Dutch Lottery Warns Tax Squeeze Is Driving Players to Black Market
The Dutch Lottery has sounded the alarm over spiralling tax rates, arguing that successive increases have squeezed the regulated sector so hard that players are being pushed toward illegal operators. Chief executive Arjan Blok warned that further tax hikes would only worsen the problem, undermining both player protection and funding for good causes.
The Numbers Tell a Grim Story
The financial impact is stark. The lottery’s 2025 revenue fell to EUR 688.9 million, down 5% year-on-year. More striking still is the swing from a EUR 30.9 million profit in 2024 to a EUR 7.7 million loss this year. That’s not a blip. That’s the shape of a sector struggling under the weight of policy.
The cause is straightforward. The Netherlands has jacked up its gambling tax twice in quick succession, raising it from 30.5% to 34.2% a year ago, then jumping again to 37.8% more recently. At those rates, legal operators simply can’t compete on prize value or product appeal.
When Regulation Backfires
Blok’s core argument deserves serious consideration. When legal gaming becomes less attractive than the alternative, you don’t eliminate gambling. You just move it underground. The lottery chief points out that the Netherlands’ channelization rate now sits below 50% in terms of gross gaming revenue, meaning the regulated market is losing ground fast.
This creates a perverse outcome: the very regulation designed to protect players ends up driving vulnerable ones toward operators with no oversight whatsoever. That’s regulatory failure dressed up as consumer protection.
A Question for Policymakers
Blok isn’t arguing for a tax holiday. He’s making a subtler point: regulation needs to maintain balance. Drive the tax rate high enough and you erode the entire rationale for having a legal sector. The money that funds good causes dries up. Player protections evaporate. And black market operators gain market share.
The Netherlands is now considering even tighter ad restrictions, potentially including an outright advertising ban. Paired with further tax increases, that combination could finish the job of rendering the legal industry uncompetitive. Whether policymakers recognise that risk is another question.
What the team thinks
Philippa Ashworth says:
Baz raises a critical point about tax elasticity in the Dutch market, though I’d argue the lottery’s framing deserves scrutiny, the real issue isn’t taxation itself but the *progressive* nature of how it’s applied across regulated operators. What’s genuinely concerning is that a 5% revenue decline suggests market contraction rather than mere migration to black market alternatives, which points to either product stagnation or broader consumer shift away from traditional lottery products, a distinction regulators need to understand before reflexively cutting taxes. The Dutch government should indeed examine whether current tax structures are optimal, but they’d be wise to demand evidence that illegal operators are actually capturing lost players rather than accepting the industry’s standard assumption that regulation always drives migration.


If an entry holds a picture, leave that picture out; copy everything else exactly.

= Beginning of Section =

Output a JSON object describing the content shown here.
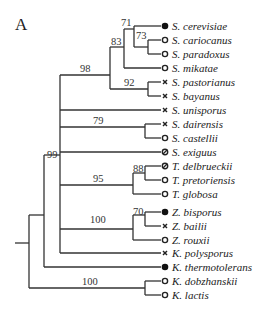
{
  "panel_label": "A",
  "legend_symbols": {
    "filled": "filled-circle",
    "open": "open-circle",
    "cross": "cross",
    "slashed": "slashed-circle"
  },
  "taxa": [
    {
      "name": "S. cerevisiae",
      "symbol": "filled"
    },
    {
      "name": "S. cariocanus",
      "symbol": "open"
    },
    {
      "name": "S. paradoxus",
      "symbol": "open"
    },
    {
      "name": "S. mikatae",
      "symbol": "open"
    },
    {
      "name": "S. pastorianus",
      "symbol": "cross"
    },
    {
      "name": "S. bayanus",
      "symbol": "cross"
    },
    {
      "name": "S. unisporus",
      "symbol": "cross"
    },
    {
      "name": "S. dairensis",
      "symbol": "cross"
    },
    {
      "name": "S. castellii",
      "symbol": "open"
    },
    {
      "name": "S. exiguus",
      "symbol": "slashed"
    },
    {
      "name": "T. delbrueckii",
      "symbol": "slashed"
    },
    {
      "name": "T. pretoriensis",
      "symbol": "open"
    },
    {
      "name": "T. globosa",
      "symbol": "open"
    },
    {
      "name": "Z. bisporus",
      "symbol": "filled"
    },
    {
      "name": "Z. bailii",
      "symbol": "cross"
    },
    {
      "name": "Z. rouxii",
      "symbol": "open"
    },
    {
      "name": "K. polysporus",
      "symbol": "cross"
    },
    {
      "name": "K. thermotolerans",
      "symbol": "filled"
    },
    {
      "name": "K. dobzhanskii",
      "symbol": "open"
    },
    {
      "name": "K. lactis",
      "symbol": "open"
    }
  ],
  "bootstrap": {
    "cer_car_par": "71",
    "car_par": "73",
    "sensu_stricto": "83",
    "sensu_stricto_plus": "98",
    "pas_bay": "92",
    "dai_cas": "79",
    "main_clade": "99",
    "tor_del_pre": "88",
    "torulaspora": "95",
    "zygo_bis_bai": "70",
    "zygosaccharomyces": "100",
    "kluyveromyces": "100"
  }
}
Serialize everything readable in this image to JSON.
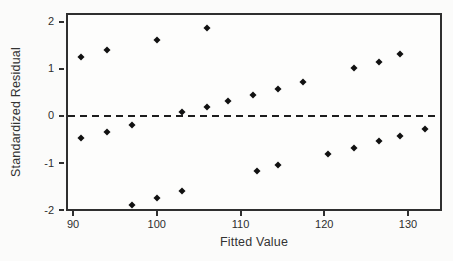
{
  "figure": {
    "background": "#fbfbfa",
    "ink_color": "#2f2f2f",
    "marker_color": "#111111"
  },
  "chart_data": {
    "type": "scatter",
    "title": "",
    "xlabel": "Fitted Value",
    "ylabel": "Standardized Residual",
    "xlim": [
      89.16,
      134.06
    ],
    "ylim": [
      -2.02,
      2.19
    ],
    "x_ticks": [
      90,
      100,
      110,
      120,
      130
    ],
    "y_ticks": [
      2,
      1,
      0,
      -1,
      -2
    ],
    "grid": false,
    "legend": "none",
    "marker": "filled-diamond",
    "reference_line_y": 0,
    "reference_line_style": "dashed",
    "points": [
      [
        91,
        1.25
      ],
      [
        94,
        1.4
      ],
      [
        100,
        1.62
      ],
      [
        106,
        1.87
      ],
      [
        103,
        0.08
      ],
      [
        106,
        0.2
      ],
      [
        108.5,
        0.32
      ],
      [
        111.5,
        0.45
      ],
      [
        114.5,
        0.58
      ],
      [
        117.5,
        0.73
      ],
      [
        123.5,
        1.02
      ],
      [
        126.5,
        1.15
      ],
      [
        129,
        1.32
      ],
      [
        91,
        -0.47
      ],
      [
        94,
        -0.35
      ],
      [
        97,
        -0.2
      ],
      [
        97,
        -1.9
      ],
      [
        100,
        -1.75
      ],
      [
        103,
        -1.6
      ],
      [
        112,
        -1.17
      ],
      [
        114.5,
        -1.04
      ],
      [
        120.5,
        -0.8
      ],
      [
        123.5,
        -0.67
      ],
      [
        126.5,
        -0.53
      ],
      [
        129,
        -0.42
      ],
      [
        132,
        -0.27
      ]
    ]
  }
}
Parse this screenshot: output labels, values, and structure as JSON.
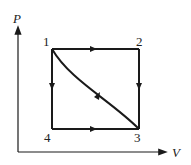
{
  "diagram": {
    "type": "PV cycle diagram",
    "axes": {
      "y_label": "P",
      "x_label": "V"
    },
    "points": [
      {
        "id": "1",
        "label": "1",
        "position": "top-left"
      },
      {
        "id": "2",
        "label": "2",
        "position": "top-right"
      },
      {
        "id": "3",
        "label": "3",
        "position": "bottom-right"
      },
      {
        "id": "4",
        "label": "4",
        "position": "bottom-left"
      }
    ],
    "paths": [
      {
        "from": "1",
        "to": "2",
        "shape": "straight",
        "direction": "right"
      },
      {
        "from": "2",
        "to": "3",
        "shape": "straight",
        "direction": "down"
      },
      {
        "from": "3",
        "to": "1",
        "shape": "curve",
        "direction": "up-left"
      },
      {
        "from": "1",
        "to": "4",
        "shape": "straight",
        "direction": "down"
      },
      {
        "from": "4",
        "to": "3",
        "shape": "straight",
        "direction": "right"
      }
    ],
    "colors": {
      "line": "#1a1a1a",
      "background": "#ffffff"
    }
  }
}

= End of Section =

§ Your solution:
Output a JSON object describing the content shown here.
{
  "panel_label": "A",
  "legend_symbols": {
    "filled": "filled-circle",
    "open": "open-circle",
    "cross": "cross",
    "slashed": "slashed-circle"
  },
  "taxa": [
    {
      "name": "S. cerevisiae",
      "symbol": "filled"
    },
    {
      "name": "S. cariocanus",
      "symbol": "open"
    },
    {
      "name": "S. paradoxus",
      "symbol": "open"
    },
    {
      "name": "S. mikatae",
      "symbol": "open"
    },
    {
      "name": "S. pastorianus",
      "symbol": "cross"
    },
    {
      "name": "S. bayanus",
      "symbol": "cross"
    },
    {
      "name": "S. unisporus",
      "symbol": "cross"
    },
    {
      "name": "S. dairensis",
      "symbol": "cross"
    },
    {
      "name": "S. castellii",
      "symbol": "open"
    },
    {
      "name": "S. exiguus",
      "symbol": "slashed"
    },
    {
      "name": "T. delbrueckii",
      "symbol": "slashed"
    },
    {
      "name": "T. pretoriensis",
      "symbol": "open"
    },
    {
      "name": "T. globosa",
      "symbol": "open"
    },
    {
      "name": "Z. bisporus",
      "symbol": "filled"
    },
    {
      "name": "Z. bailii",
      "symbol": "cross"
    },
    {
      "name": "Z. rouxii",
      "symbol": "open"
    },
    {
      "name": "K. polysporus",
      "symbol": "cross"
    },
    {
      "name": "K. thermotolerans",
      "symbol": "filled"
    },
    {
      "name": "K. dobzhanskii",
      "symbol": "open"
    },
    {
      "name": "K. lactis",
      "symbol": "open"
    }
  ],
  "bootstrap": {
    "cer_car_par": "71",
    "car_par": "73",
    "sensu_stricto": "83",
    "sensu_stricto_plus": "98",
    "pas_bay": "92",
    "dai_cas": "79",
    "main_clade": "99",
    "tor_del_pre": "88",
    "torulaspora": "95",
    "zygo_bis_bai": "70",
    "zygosaccharomyces": "100",
    "kluyveromyces": "100"
  }
}
Serialize everything readable in this image to JSON.
{
  "figure": {
    "background": "#fbfbfa",
    "ink_color": "#2f2f2f",
    "marker_color": "#111111"
  },
  "chart_data": {
    "type": "scatter",
    "title": "",
    "xlabel": "Fitted Value",
    "ylabel": "Standardized Residual",
    "xlim": [
      89.16,
      134.06
    ],
    "ylim": [
      -2.02,
      2.19
    ],
    "x_ticks": [
      90,
      100,
      110,
      120,
      130
    ],
    "y_ticks": [
      2,
      1,
      0,
      -1,
      -2
    ],
    "grid": false,
    "legend": "none",
    "marker": "filled-diamond",
    "reference_line_y": 0,
    "reference_line_style": "dashed",
    "points": [
      [
        91,
        1.25
      ],
      [
        94,
        1.4
      ],
      [
        100,
        1.62
      ],
      [
        106,
        1.87
      ],
      [
        103,
        0.08
      ],
      [
        106,
        0.2
      ],
      [
        108.5,
        0.32
      ],
      [
        111.5,
        0.45
      ],
      [
        114.5,
        0.58
      ],
      [
        117.5,
        0.73
      ],
      [
        123.5,
        1.02
      ],
      [
        126.5,
        1.15
      ],
      [
        129,
        1.32
      ],
      [
        91,
        -0.47
      ],
      [
        94,
        -0.35
      ],
      [
        97,
        -0.2
      ],
      [
        97,
        -1.9
      ],
      [
        100,
        -1.75
      ],
      [
        103,
        -1.6
      ],
      [
        112,
        -1.17
      ],
      [
        114.5,
        -1.04
      ],
      [
        120.5,
        -0.8
      ],
      [
        123.5,
        -0.67
      ],
      [
        126.5,
        -0.53
      ],
      [
        129,
        -0.42
      ],
      [
        132,
        -0.27
      ]
    ]
  }
}
Parse this screenshot: output labels, values, and structure as JSON.
{
  "diagram": {
    "type": "PV cycle diagram",
    "axes": {
      "y_label": "P",
      "x_label": "V"
    },
    "points": [
      {
        "id": "1",
        "label": "1",
        "position": "top-left"
      },
      {
        "id": "2",
        "label": "2",
        "position": "top-right"
      },
      {
        "id": "3",
        "label": "3",
        "position": "bottom-right"
      },
      {
        "id": "4",
        "label": "4",
        "position": "bottom-left"
      }
    ],
    "paths": [
      {
        "from": "1",
        "to": "2",
        "shape": "straight",
        "direction": "right"
      },
      {
        "from": "2",
        "to": "3",
        "shape": "straight",
        "direction": "down"
      },
      {
        "from": "3",
        "to": "1",
        "shape": "curve",
        "direction": "up-left"
      },
      {
        "from": "1",
        "to": "4",
        "shape": "straight",
        "direction": "down"
      },
      {
        "from": "4",
        "to": "3",
        "shape": "straight",
        "direction": "right"
      }
    ],
    "colors": {
      "line": "#1a1a1a",
      "background": "#ffffff"
    }
  }
}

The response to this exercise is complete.